Search and USA Rare Earth join to advance critical minerals development
In January 2020, the US – Canada Joint Action Plan on Critical Minerals Collaboration was announced, intended to advance “mutual interest(s) in securing supply chains for the critical minerals needed for important manufacturing sectors, including communication technology, aerospace and defence, and clean technology.”
In June, the Canadian and U.S Governments reaffirmed their commitment to strengthening the North American supply chain for critical minerals – essential to both countries’ national security and economic growth.
USA Rare Earth is the development and funding partner of the Round Top Mountain critical minerals and heavy rare earth project in Hudspeth County. It also owns sintered rare earth magnet manufacturing equipment previously owned and operated by Hitachi Metals in North Carolina, and earlier this year opened a rare earth and critical minerals facility in Wheat Ridge, Colorado to commission a pilot plant using Continuous Ion Exchange (CIX) extraction, separation and recovery methods using feedstock from Round Top and other domestic sources.
Search’s critical materials district in southeast Labrador, Canada currently has a Preliminary Economic Assessment (PEA) report for the Foxtrot project along with a mineral resource estimate for the Deep Fox project.
The 2020 exploration program has been completed, as the company worked on its Fox Meadow, Silver Fox and Awesome Fox prospects within the District. In addition to the rare earth elements, Search is testing a flowsheet to obtain additional value from the high Zirconium and Hafnium values which has been discovered on surface at Silver Fox.
Under Defense Logistics Agency (DLA) and Department of Energy (DoE) grants, USA Rare Earth’s JV partner and prior operator Texas Mineral Resources Corp. (OTCQB: TMRC), demonstrated the ability to produce high-purity separation of rare earth oxides.
The work currently underway at USA Rare Earth’s Wheat Ridge facility is to produce high purity (+99.5%) separated rare earth oxides, lithium compounds, zirconium, hafnium and other metals from Round Top and for other strategic partners.
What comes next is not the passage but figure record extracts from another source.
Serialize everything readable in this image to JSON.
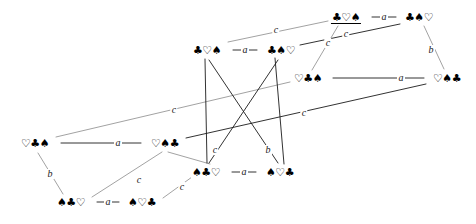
{
  "figure": {
    "kind": "cayley-graph",
    "background_color": "#ffffff",
    "line_color": "#222222",
    "text_color": "#000000"
  },
  "glyphs": {
    "club": "♣",
    "spade": "♠",
    "heart": "♡"
  },
  "nodes": [
    {
      "id": "n1",
      "label": "♣♡♠",
      "x": 346,
      "y": 17,
      "underlined": true
    },
    {
      "id": "n2",
      "label": "♣♠♡",
      "x": 419,
      "y": 17,
      "underlined": false
    },
    {
      "id": "n3",
      "label": "♣♡♠",
      "x": 207,
      "y": 50,
      "underlined": false
    },
    {
      "id": "n4",
      "label": "♣♠♡",
      "x": 281,
      "y": 50,
      "underlined": false
    },
    {
      "id": "n5",
      "label": "♡♣♠",
      "x": 308,
      "y": 78,
      "underlined": false
    },
    {
      "id": "n6",
      "label": "♡♠♣",
      "x": 447,
      "y": 78,
      "underlined": false
    },
    {
      "id": "n7",
      "label": "♡♣♠",
      "x": 35,
      "y": 143,
      "underlined": false
    },
    {
      "id": "n8",
      "label": "♡♠♣",
      "x": 165,
      "y": 143,
      "underlined": false
    },
    {
      "id": "n9",
      "label": "♠♣♡",
      "x": 206,
      "y": 172,
      "underlined": false
    },
    {
      "id": "n10",
      "label": "♠♡♣",
      "x": 280,
      "y": 172,
      "underlined": false
    },
    {
      "id": "n11",
      "label": "♠♣♡",
      "x": 71,
      "y": 202,
      "underlined": false
    },
    {
      "id": "n12",
      "label": "♠♡♣",
      "x": 142,
      "y": 202,
      "underlined": false
    }
  ],
  "edges": [
    {
      "id": "e1",
      "from": "n1",
      "to": "n2",
      "label": "a",
      "x1": 372,
      "y1": 17,
      "x2": 396,
      "y2": 17,
      "lx": 384,
      "ly": 17,
      "weight": 1.0
    },
    {
      "id": "e2",
      "from": "n3",
      "to": "n4",
      "label": "a",
      "x1": 233,
      "y1": 50,
      "x2": 257,
      "y2": 50,
      "lx": 245,
      "ly": 50,
      "weight": 1.0
    },
    {
      "id": "e3",
      "from": "n5",
      "to": "n6",
      "label": "a",
      "x1": 333,
      "y1": 78,
      "x2": 424,
      "y2": 78,
      "lx": 401,
      "ly": 78,
      "weight": 1.0
    },
    {
      "id": "e4",
      "from": "n7",
      "to": "n8",
      "label": "a",
      "x1": 61,
      "y1": 143,
      "x2": 141,
      "y2": 143,
      "lx": 118,
      "ly": 143,
      "weight": 1.0
    },
    {
      "id": "e5",
      "from": "n9",
      "to": "n10",
      "label": "a",
      "x1": 232,
      "y1": 172,
      "x2": 256,
      "y2": 172,
      "lx": 244,
      "ly": 172,
      "weight": 1.0
    },
    {
      "id": "e6",
      "from": "n11",
      "to": "n12",
      "label": "a",
      "x1": 97,
      "y1": 202,
      "x2": 119,
      "y2": 202,
      "lx": 108,
      "ly": 202,
      "weight": 1.0
    },
    {
      "id": "e7",
      "from": "n2",
      "to": "n6",
      "label": "b",
      "x1": 424,
      "y1": 26,
      "x2": 444,
      "y2": 69,
      "lx": 431,
      "ly": 50,
      "weight": 0.9
    },
    {
      "id": "e8",
      "from": "n7",
      "to": "n11",
      "label": "b",
      "x1": 38,
      "y1": 153,
      "x2": 63,
      "y2": 194,
      "lx": 50,
      "ly": 174,
      "weight": 0.9
    },
    {
      "id": "e9",
      "from": "n3",
      "to": "n1",
      "label": "c",
      "x1": 228,
      "y1": 42,
      "x2": 328,
      "y2": 21,
      "lx": 276,
      "ly": 30,
      "weight": 0.7
    },
    {
      "id": "e10",
      "from": "n4",
      "to": "n2",
      "label": "c",
      "x1": 300,
      "y1": 45,
      "x2": 400,
      "y2": 24,
      "lx": 346,
      "ly": 34,
      "weight": 1.0
    },
    {
      "id": "e11",
      "from": "n5",
      "to": "n1",
      "label": "c",
      "x1": 312,
      "y1": 70,
      "x2": 338,
      "y2": 26,
      "lx": 328,
      "ly": 43,
      "weight": 0.7
    },
    {
      "id": "e12",
      "from": "n7",
      "to": "n5",
      "label": "c",
      "x1": 56,
      "y1": 137,
      "x2": 290,
      "y2": 82,
      "lx": 174,
      "ly": 110,
      "weight": 0.7
    },
    {
      "id": "e13",
      "from": "n8",
      "to": "n6",
      "label": "c",
      "x1": 186,
      "y1": 138,
      "x2": 426,
      "y2": 84,
      "lx": 304,
      "ly": 113,
      "weight": 1.0
    },
    {
      "id": "e14",
      "from": "n9",
      "to": "n8",
      "label": "c",
      "x1": 210,
      "y1": 164,
      "x2": 168,
      "y2": 152,
      "lx": 215,
      "ly": 150,
      "weight": 0.9
    },
    {
      "id": "e15",
      "from": "n10",
      "to": "n4",
      "label": "b",
      "x1": 284,
      "y1": 164,
      "x2": 275,
      "y2": 58,
      "lx": 268,
      "ly": 150,
      "weight": 1.0
    },
    {
      "id": "e16",
      "from": "n11",
      "to": "n8",
      "label": "c",
      "x1": 92,
      "y1": 197,
      "x2": 162,
      "y2": 152,
      "lx": 139,
      "ly": 180,
      "weight": 0.7
    },
    {
      "id": "e17",
      "from": "n12",
      "to": "n9",
      "label": "c",
      "x1": 163,
      "y1": 198,
      "x2": 192,
      "y2": 177,
      "lx": 182,
      "ly": 187,
      "weight": 0.7
    },
    {
      "id": "e18",
      "from": "n9",
      "to": "n3",
      "label": "",
      "x1": 207,
      "y1": 163,
      "x2": 205,
      "y2": 59,
      "lx": 0,
      "ly": 0,
      "weight": 1.0
    }
  ],
  "long_diagonals": [
    {
      "id": "d1",
      "from": "n3",
      "to": "n10",
      "x1": 209,
      "y1": 60,
      "x2": 278,
      "y2": 163,
      "weight": 1.0
    },
    {
      "id": "d2",
      "from": "n4",
      "to": "n9",
      "x1": 278,
      "y1": 60,
      "x2": 209,
      "y2": 163,
      "weight": 1.0
    }
  ],
  "edge_labels_legend": [
    "a",
    "b",
    "c"
  ]
}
Under the Collaboration Agreement with Search, USA Rare Earth will expand this scope to include material from Search’s Labrador project.
“We believe our synergies both with our technical collaboration and our resources will provide a strong partnership to help with our goals to support a North American rare earth supply chain,” Greg Andrews, CEO of Search said in a media statement. “We are excited to work with USA Rare Earth, as they build out their Mine to Magnet strategy.”
“We see many opportunities to work with Search in the spirit of the U.S. – Canada Joint Action Plan on Critical Minerals Collaboration. Search’s Labrador projects and USA Rare Earth’s Round Top project are highly complementary in terms of supplying our sintered neo magnet plant with all four neo magnet rare earths,” said Pini Althaus, CEO of USA Rare Earth.
Growth in rare earth markets is being driven by rare earth (neo) magnets used in electric motors for electric vehicles and generators in wind turbines. Neo magnets used in these high-temperature applications use alloys including neodymium, praseodymium, dysprosium, and terbium.